What is the point of the RGRef repository. For now, the purpose of the RGRef repository is to provide a type system that expresses invariants about concurrent data structures using methods that encapsulate the reasoning for concurrent programs, especially lock-free data structures. In the original paper, reference immutability where introduced into the type system to reason about read and write access, rely and guarantee logic, and provide constraints for working references.

One thing I should mention is that the previous version had a couple issues with concurrency due to some initial assumptions of atomicity. RGRef was born from the idea surrounding multi-threaded software, requiring writable and readable reasoning for threads. In the original paper, the intention was to extend logic from concurrent reasoning for reference immutability. The reason for that is because of the possible conflicts with shared memory and multiple access when pointers were duplicated and adjusted with different properties. As of the latest paper, some assumptions were further reinforced, which includes an encoding with Liquid Haskell, which doesn’t need the addition of modeling its memory

Breaking down RGRef

In looking at the RGRef repository, the first thing that should draw your attention is the main implementation of the rgref primitives.
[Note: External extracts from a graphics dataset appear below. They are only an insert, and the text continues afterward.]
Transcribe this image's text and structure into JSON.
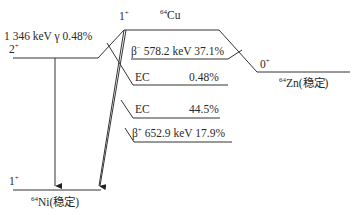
{
  "diagram": {
    "type": "nuclear-decay-scheme",
    "parent": {
      "nuclide": "Cu",
      "mass_number": "64",
      "spin_parity": "1",
      "parity_sign": "+"
    },
    "daughter_zn": {
      "nuclide": "Zn(稳定)",
      "mass_number": "64",
      "spin_parity": "0",
      "parity_sign": "+"
    },
    "daughter_ni": {
      "nuclide": "Ni(稳定)",
      "mass_number": "64",
      "ground_spin_parity": "1",
      "ground_parity_sign": "+",
      "excited_spin_parity": "2",
      "excited_parity_sign": "+"
    },
    "gamma": {
      "label": "1 346 keV γ 0.48%"
    },
    "branches": [
      {
        "id": "beta-minus",
        "symbol": "β",
        "sign": "−",
        "text": " 578.2 keV 37.1%"
      },
      {
        "id": "ec-1",
        "label": "EC",
        "value": "0.48%"
      },
      {
        "id": "ec-2",
        "label": "EC",
        "value": "44.5%"
      },
      {
        "id": "beta-plus",
        "symbol": "β",
        "sign": "+",
        "text": " 652.9 keV 17.9%"
      }
    ]
  }
}
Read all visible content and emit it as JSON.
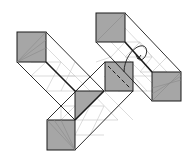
{
  "diagram": {
    "title": "",
    "colors": {
      "background": "#ffffff",
      "shaded_face": "#a6a6a6",
      "outline": "#1a1a1a",
      "crease": "#bdbdbd"
    },
    "elements": {
      "shaded_squares": 5,
      "shaded_triangles": 1,
      "arrow": "curved-rotate-arrow",
      "dashed_line": "fold-line"
    }
  }
}
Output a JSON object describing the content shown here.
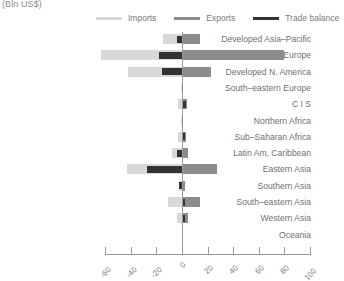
{
  "chart_data": {
    "type": "bar",
    "orientation": "horizontal",
    "title": "(Bln US$)",
    "xlabel": "",
    "ylabel": "",
    "xlim": [
      -60,
      100
    ],
    "xticks": [
      -60,
      -40,
      -20,
      0,
      20,
      40,
      60,
      80,
      100
    ],
    "grid": false,
    "legend_position": "top",
    "categories": [
      "Developed Asia–Pacific",
      "Developed Europe",
      "Developed N. America",
      "South–eastern Europe",
      "C I S",
      "Northern Africa",
      "Sub–Saharan Africa",
      "Latin Am, Caribbean",
      "Eastern Asia",
      "Southern Asia",
      "South–eastern Asia",
      "Western Asia",
      "Oceania"
    ],
    "series": [
      {
        "name": "Imports",
        "color": "#d8d8d8",
        "values": [
          -15,
          -63,
          -42,
          -1,
          -3,
          -1,
          -3,
          -8,
          -43,
          -2,
          -11,
          -4,
          0
        ]
      },
      {
        "name": "Exports",
        "color": "#8c8c8c",
        "values": [
          14,
          80,
          23,
          1,
          4,
          1,
          3,
          5,
          27,
          2,
          14,
          5,
          0
        ]
      },
      {
        "name": "Trade balance",
        "color": "#333333",
        "values": [
          -4,
          -18,
          -16,
          0,
          3,
          0,
          2,
          -4,
          -27,
          -2,
          2,
          2,
          0
        ]
      }
    ]
  },
  "legend": {
    "items": [
      {
        "label": "Imports",
        "color": "#d8d8d8"
      },
      {
        "label": "Exports",
        "color": "#8c8c8c"
      },
      {
        "label": "Trade balance",
        "color": "#333333"
      }
    ]
  },
  "axis": {
    "tick_labels": [
      "-60",
      "-40",
      "-20",
      "0",
      "20",
      "40",
      "60",
      "80",
      "100"
    ]
  }
}
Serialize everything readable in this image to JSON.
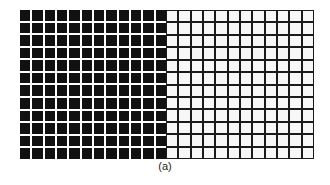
{
  "figure": {
    "caption": "(a)",
    "left_grid": {
      "rows": 12,
      "columns": 12,
      "cell_color": "#111111",
      "gap_color": "#ffffff",
      "description": "black squares separated by white gaps"
    },
    "right_grid": {
      "rows": 12,
      "columns": 12,
      "cell_color": "#f7f7f7",
      "line_color": "#1a1a1a",
      "description": "white squares separated by black grid lines"
    }
  }
}
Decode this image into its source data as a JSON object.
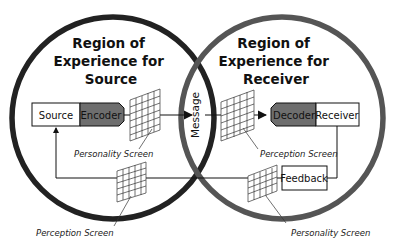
{
  "diagram": {
    "title_source": [
      "Region of",
      "Experience for",
      "Source"
    ],
    "title_receiver": [
      "Region of",
      "Experience for",
      "Receiver"
    ],
    "boxes": {
      "source": "Source",
      "encoder": "Encoder",
      "decoder": "Decoder",
      "receiver": "Receiver",
      "feedback": "Feedback"
    },
    "message": "Message",
    "screens": {
      "source_personality": "Personality Screen",
      "receiver_perception": "Perception Screen",
      "source_perception": "Perception Screen",
      "receiver_personality": "Personality Screen"
    },
    "colors": {
      "source_circle": "#222222",
      "receiver_circle": "#555555",
      "coder_fill": "#6e6e6e",
      "line": "#111111"
    }
  }
}
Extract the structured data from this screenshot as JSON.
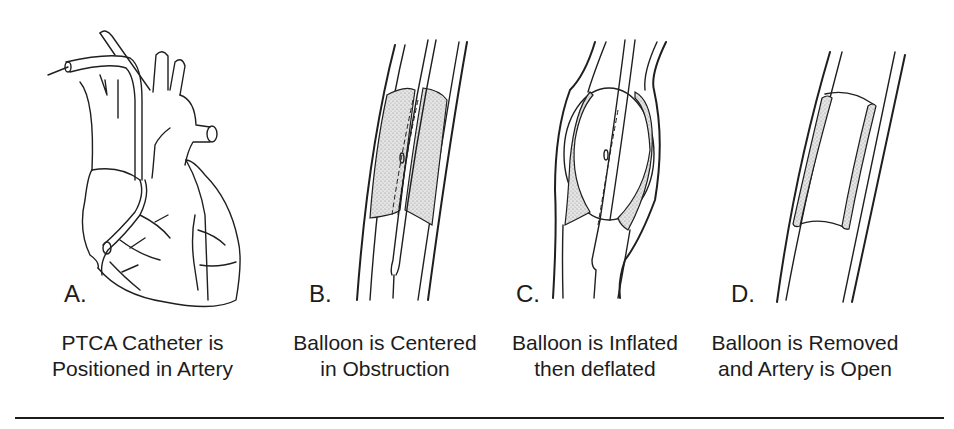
{
  "figure": {
    "panels": [
      {
        "letter": "A.",
        "caption_line1": "PTCA Catheter is",
        "caption_line2": "Positioned in Artery",
        "illustration": "heart-with-catheter"
      },
      {
        "letter": "B.",
        "caption_line1": "Balloon is Centered",
        "caption_line2": "in Obstruction",
        "illustration": "balloon-centered-in-artery"
      },
      {
        "letter": "C.",
        "caption_line1": "Balloon is Inflated",
        "caption_line2": "then deflated",
        "illustration": "balloon-inflated-in-artery"
      },
      {
        "letter": "D.",
        "caption_line1": "Balloon is Removed",
        "caption_line2": "and Artery is Open",
        "illustration": "open-artery"
      }
    ],
    "colors": {
      "ink": "#1c1c1c",
      "background": "#ffffff",
      "plaque": "#d9d9d9"
    }
  }
}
Under RG.hs, the RGRef reference provides the logic for reasoning about references within the data structure/reference.

RGRef: Data Structure

The RGRef data type is a logical wrapper over the IORef type. Having only one data element, the translation from RGRef is fairly straight-forward. RGRef requires three predicates:

  • the predicate, which relates to the type
  • the rely, which talks about local invariants
  • the guarantee, which talks about promises outside the thread

These are meant to provide a system for reasoning through references. This doesn’t help, unless the reference’s predicates are checked for correctness. This is where the assumes and functions below play a role.

newRGRef: Providing Behavioral Subtyping

With the RGRef constructed to assign a set of predicates. The functions and the parameters are required to create a system for reasoning about references. In newRGRef, there are three logical constraints that make of the reasoning about RGRef.

{x :: a<p> |- a<r x> <: a<p>} {x :: a<p> |- a<g x> <: a<r x>} {x :: a<p> |- {v:a | v = x} <: a<g x>}

What these logical constraints mean is:

a<r x> is a subtype of a<p>, because of x :: a<p> a<g x> is a subtype of a<p>, because of x :: a<p> {v:a | v = x} <: a<g x>, because of x :: a<p>

This means that the post type most satisfy all conditions of p,r,g to be considered the output of newRGRef. One example is, coming from the notation (ref{T|P}[R,G])

  • ref{Int | {v:Int | v > 0}}[{\x y -> x > y}|{\x y -> x > y}]

In this case,

  • p is {v:Int | v > 0}
  • r is {\x y -> x > y}
  • g is {\x y -> x > y}

, in which the data structure most satisfy all predicates/constraints. In addition, there is a precondition that the value entered must satisfy the condition of the <p> predicate.